The tight labour market is making unskilled work more predictable

  • This kind of just-in-time scheduling is widely disliked by workers. A study published in 2017 found that the average worker is willing to give up 20% of wages to avoid an irregular schedule set by an employer on short notice.
  • A recent paper by Mr Kesavan and others found that employee-friendly scheduling—keeping shifts more consistent and allowing workers to swap shifts via a mobile app—boosted sales at a group of Gap stores by an average of 7%.

Many of us will pay money to avoid points of view that differ from our own

  • On November 27th President Trump dismissed a 1,650-page National Climate Assessment in which 13 federal agencies gave warning about the costs and dangers of global warming.
  • In another study Mr Frimer asked people who had voted in the 2012 presidential election whether they were interested in hearing why voters had backed the other side. Over a third of Obama voters and more than half of Romney voters compared the experience of listening to the other side’s voters to having a tooth pulled.

Michael Dell plots his return to the public market

  • The billionaire [Michael Dell] founded Dell in his college dorm room at the University of Texas in 1984 and by the age of 27 he became the youngest-ever boss of a Fortune 500 company (Mark Zuckerberg was nearly 29 when Facebook first made the list, in 2013)
  • He took Dell private in 2013 helped by Silver Lake Partners, a Californian private-equity firm, in a deal worth $24.4bn.
  • Away from the scrutiny of public markets, Mr Dell invested heavily ($13.6bn in research and development since 2013) to strengthen Dell’s capabilities in cutting-edge software and cloud integration. He pulled off the largest-ever tech acquisition, gobbling up emc, a big American provider of data-storage devices and cloud-computing software, for $67bn in 2016.
  • On its current trajectory, Dell looks set to achieve annual revenues this year of just over $90bn, up from roughly $80bn last year.

Price guarantees are common at art auctions

  • Last month two-thirds of sales at the “evening” auctions—the highest-profile ones—in New York at Christie’s, Sotheby’s and Phillips, the three biggest auction houses, were guaranteed. The estimated value of those guarantees was at least $537m, more than two-fifths higher than in the same month last year, estimates ArtTactic, an arts consultancy.

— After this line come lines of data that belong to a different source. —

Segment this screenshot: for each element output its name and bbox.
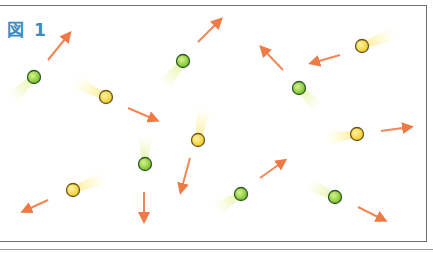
yellow-particle — [356, 40, 369, 53]
velocity-arrow — [312, 55, 340, 63]
green-particle — [235, 188, 248, 201]
velocity-arrow — [24, 200, 48, 211]
velocity-arrow — [262, 48, 283, 70]
green-particle — [28, 71, 41, 84]
green-particle — [177, 55, 190, 68]
yellow-particle — [100, 91, 113, 104]
velocity-arrow — [358, 207, 384, 220]
particle-diagram — [0, 0, 433, 253]
green-particle — [293, 82, 306, 95]
velocity-arrow — [260, 161, 284, 178]
figure-label: 図 1 — [7, 16, 48, 41]
velocity-arrow — [198, 20, 220, 42]
velocity-arrow — [381, 127, 410, 131]
yellow-particle — [351, 128, 364, 141]
velocity-arrow — [128, 108, 156, 120]
yellow-particle — [192, 134, 205, 147]
yellow-particle — [67, 184, 80, 197]
green-particle — [139, 158, 152, 171]
velocity-arrow — [181, 158, 190, 191]
green-particle — [329, 191, 342, 204]
velocity-arrow — [48, 34, 69, 60]
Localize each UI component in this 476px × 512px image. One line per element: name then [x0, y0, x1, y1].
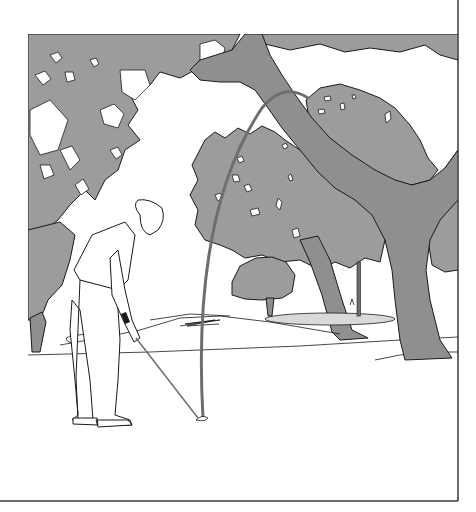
golfer-head	[135, 200, 163, 235]
left-lower-tree	[28, 222, 75, 320]
golf-club-shaft	[136, 338, 198, 418]
golfer	[70, 200, 163, 427]
distant-tree-canopy	[232, 257, 295, 300]
scene	[28, 34, 458, 427]
flag-marker	[350, 299, 354, 305]
left-lower-trunk	[30, 312, 46, 352]
putting-green	[265, 313, 395, 325]
golf-illustration	[0, 0, 476, 512]
golfer-torso	[74, 222, 135, 290]
distant-tree-trunk	[266, 298, 274, 316]
illustration-frame	[0, 0, 476, 512]
flagstick	[357, 262, 361, 316]
top-canopy	[250, 34, 458, 60]
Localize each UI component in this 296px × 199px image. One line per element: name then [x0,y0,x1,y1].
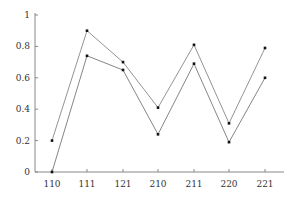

Luck and shrewd management made the Premier League a global hit

  • Its broadcasting rights are now worth £2.8bn ($3.5bn) a year, making it comfortably the richest football league in the world. The combined revenue of its clubs has increased by over 2,500%.
  • For all its razzmatazz, the Premier League still has only one-tenth as many staff as the NBA or NFL, a statistic that reflects the enduring power of the clubs.
  • All money from overseas broadcasting (negligible in the early years) was divided equally between teams. That ensured a greater degree of competition than elsewhere, enabling Leicester City to win a fairytale title in 2016. . .  The only danger, the authors warn, is that the wealthiest teams are endlessly pushing for even more cash and power; in 2018 they successfully ended equal distribution from overseas rights.